St Julie Billiart (1751-1816) foundress of the Sisters of Notre Dame
Loved to teach catechism
Julie was born at
Cuvilly, a village of Picardy, in the diocese of Beauvais, France.
When
she was seven, she knew the catechism by heart, and used to gather her
companions around her to hear them recite it and to explain it to them.
Recognizing something 'special' in her, the priest secretly allowed her
to make her First Communion at the age of nine, when the normal age at
the time was thirteen.
Paralysed and confined to bed for twenty-two years
Julie was
held in very high esteem for her virtue and piety and was commonly
called, "the saint of Cuvilly".
When twenty-two years old, a murder
attempt on her father gave her such a shock that her lower limbs were
paralysed and she was confined to bed for twenty-two years.
During this
time, she received Holy Communion daily, spent four or five hours in
contemplation and the rest of the day making altar linen and lace.
She
also gathered the village children around her bed to teach them
catechism in preparation for First Communion.
Viscountess Françoise Blin de Bourdon
During the
French Revolution Julie Billiart had to take refuge at Amiens, and it
was here she met Viscountess Françoise Blin de Bourdon, a thirty-eight
years old woman who had spent her youth in piety and good works.
She had
been imprisoned with all of her family during the Reign of Terror, and
had escaped death only by the fall of Robespierre. She was not
immediately attracted by Julie (paralysed and almost speechless), but
eventually grew to love and admire her for her wonderful gifts.
A small
company of friends of the viscountess (young and high-born ladies) was
formed around the bed of "the saint". Julie taught them how to lead an
interior life, while they devoted themselves generously to the causes of
God and the poor.
Though they attempted all the exercises of an active
community life, some of the first disciples dropped off until only
Françoise Blin de Bourdon was left.
Institute of the Sisters of Notre Dame
In 1803
under the auspices of the Bishop of Amiens, Julie and Françoise decided
to found a the Institute of the Sisters of Notre Dame, a society for the
Christian education of girls and the training of religious
teachers. Their first pupils were eight orphans.
Several young persons
offered themselves to assist the two superiors. They did away with the
distinction between choir sisters and lay sisters and put each sister to
work in a situation which best suited her.
On the feast of the Sacred
Heart, June 1, 1804, Mother Julie, after a novena made in obedience to
her confessor, was cured of paralysis.
Other houses of the order were
set up in Ghent and Namur and they set up the mother-house in Namur.
Later life, death and canonisation
In the space
of twelve years (1804-16) Mother Julie founded fifteen convents, made
one hundred and twenty journeys, many of them long and toilsome, and
carried on a close correspondence with her spiritual daughters. Hundreds
of letters are preserved in the motherhouse.
In 1815 Belgium was the
battlefield of the Napoleonic wars, and the mother-general suffered
great anxiety, as several of her convents were in the path of the
armies, but they escaped injury.
In January, 1816, she was taken ill,
and died after three months of pain borne with patience.
Her reputation
for sanctity spread and was confirmed by several miracles. She was
beatified by Pope Pius X in 1906 and canonised by Pope Paul VI in 1969.
Spirituality and influence
Julie's spirituality was captured by the simple and naive formula which was continually on her lips and pen: Ah, qu'il est bon, le bon Dieu (Oh,
how good he is, the good God!).
Today, the Sisters of Notre Dame work
with refugees in London, street children in Nairobi, teaching in Korea,
immigrant farm workers in Florida, AIDS orphans in Zimbabwe... and
always, women and children, who are among the very poorest.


Problem details
What you write must be the listing below in full, word for word, minus its pictures.

Source records
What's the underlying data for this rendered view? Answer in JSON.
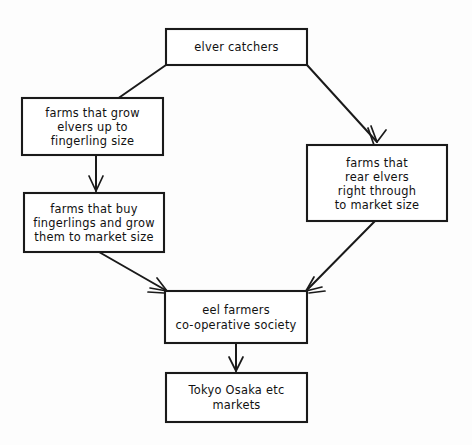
{
  "diagram": {
    "style": {
      "background": "#fdfdfd",
      "line_color": "#1a1a1a",
      "box_fill": "#ffffff",
      "text_color": "#111111"
    },
    "nodes": [
      {
        "id": "elver-catchers",
        "lines": [
          "elver catchers"
        ],
        "x": 166,
        "y": 29,
        "w": 141,
        "h": 36
      },
      {
        "id": "farms-grow-elvers",
        "lines": [
          "farms that grow",
          "elvers up to",
          "fingerling size"
        ],
        "x": 22,
        "y": 98,
        "w": 141,
        "h": 57
      },
      {
        "id": "farms-buy-fingerlings",
        "lines": [
          "farms that buy",
          "fingerlings and grow",
          "them to market size"
        ],
        "x": 24,
        "y": 193,
        "w": 140,
        "h": 59
      },
      {
        "id": "farms-rear-elvers",
        "lines": [
          "farms that",
          "rear elvers",
          "right through",
          "to market size"
        ],
        "x": 307,
        "y": 145,
        "w": 140,
        "h": 76
      },
      {
        "id": "eel-farmers-cooperative",
        "lines": [
          "eel farmers",
          "co-operative society"
        ],
        "x": 165,
        "y": 291,
        "w": 142,
        "h": 52
      },
      {
        "id": "markets",
        "lines": [
          "Tokyo Osaka etc",
          "markets"
        ],
        "x": 166,
        "y": 373,
        "w": 141,
        "h": 49
      }
    ],
    "edges": [
      {
        "id": "catchers-to-grow",
        "from": "elver-catchers",
        "to": "farms-grow-elvers",
        "label": ""
      },
      {
        "id": "catchers-to-rear",
        "from": "elver-catchers",
        "to": "farms-rear-elvers",
        "label": ""
      },
      {
        "id": "grow-to-buy",
        "from": "farms-grow-elvers",
        "to": "farms-buy-fingerlings",
        "label": ""
      },
      {
        "id": "buy-to-cooperative",
        "from": "farms-buy-fingerlings",
        "to": "eel-farmers-cooperative",
        "label": ""
      },
      {
        "id": "rear-to-cooperative",
        "from": "farms-rear-elvers",
        "to": "eel-farmers-cooperative",
        "label": ""
      },
      {
        "id": "cooperative-to-markets",
        "from": "eel-farmers-cooperative",
        "to": "markets",
        "label": ""
      }
    ]
  }
}
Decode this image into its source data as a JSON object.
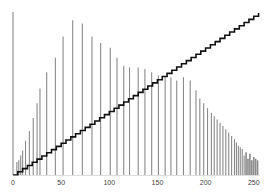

Answer to this problem
What's the underlying data for this rendered view? Answer in JSON.
{
  "diagram": {
    "style": {
      "background": "#fdfdfd",
      "line_color": "#1a1a1a",
      "box_fill": "#ffffff",
      "text_color": "#111111"
    },
    "nodes": [
      {
        "id": "elver-catchers",
        "lines": [
          "elver catchers"
        ],
        "x": 166,
        "y": 29,
        "w": 141,
        "h": 36
      },
      {
        "id": "farms-grow-elvers",
        "lines": [
          "farms that grow",
          "elvers up to",
          "fingerling size"
        ],
        "x": 22,
        "y": 98,
        "w": 141,
        "h": 57
      },
      {
        "id": "farms-buy-fingerlings",
        "lines": [
          "farms that buy",
          "fingerlings and grow",
          "them to market size"
        ],
        "x": 24,
        "y": 193,
        "w": 140,
        "h": 59
      },
      {
        "id": "farms-rear-elvers",
        "lines": [
          "farms that",
          "rear elvers",
          "right through",
          "to market size"
        ],
        "x": 307,
        "y": 145,
        "w": 140,
        "h": 76
      },
      {
        "id": "eel-farmers-cooperative",
        "lines": [
          "eel farmers",
          "co-operative society"
        ],
        "x": 165,
        "y": 291,
        "w": 142,
        "h": 52
      },
      {
        "id": "markets",
        "lines": [
          "Tokyo Osaka etc",
          "markets"
        ],
        "x": 166,
        "y": 373,
        "w": 141,
        "h": 49
      }
    ],
    "edges": [
      {
        "id": "catchers-to-grow",
        "from": "elver-catchers",
        "to": "farms-grow-elvers",
        "label": ""
      },
      {
        "id": "catchers-to-rear",
        "from": "elver-catchers",
        "to": "farms-rear-elvers",
        "label": ""
      },
      {
        "id": "grow-to-buy",
        "from": "farms-grow-elvers",
        "to": "farms-buy-fingerlings",
        "label": ""
      },
      {
        "id": "buy-to-cooperative",
        "from": "farms-buy-fingerlings",
        "to": "eel-farmers-cooperative",
        "label": ""
      },
      {
        "id": "rear-to-cooperative",
        "from": "farms-rear-elvers",
        "to": "eel-farmers-cooperative",
        "label": ""
      },
      {
        "id": "cooperative-to-markets",
        "from": "eel-farmers-cooperative",
        "to": "markets",
        "label": ""
      }
    ]
  }
}
Decode this image into its source data as a JSON object.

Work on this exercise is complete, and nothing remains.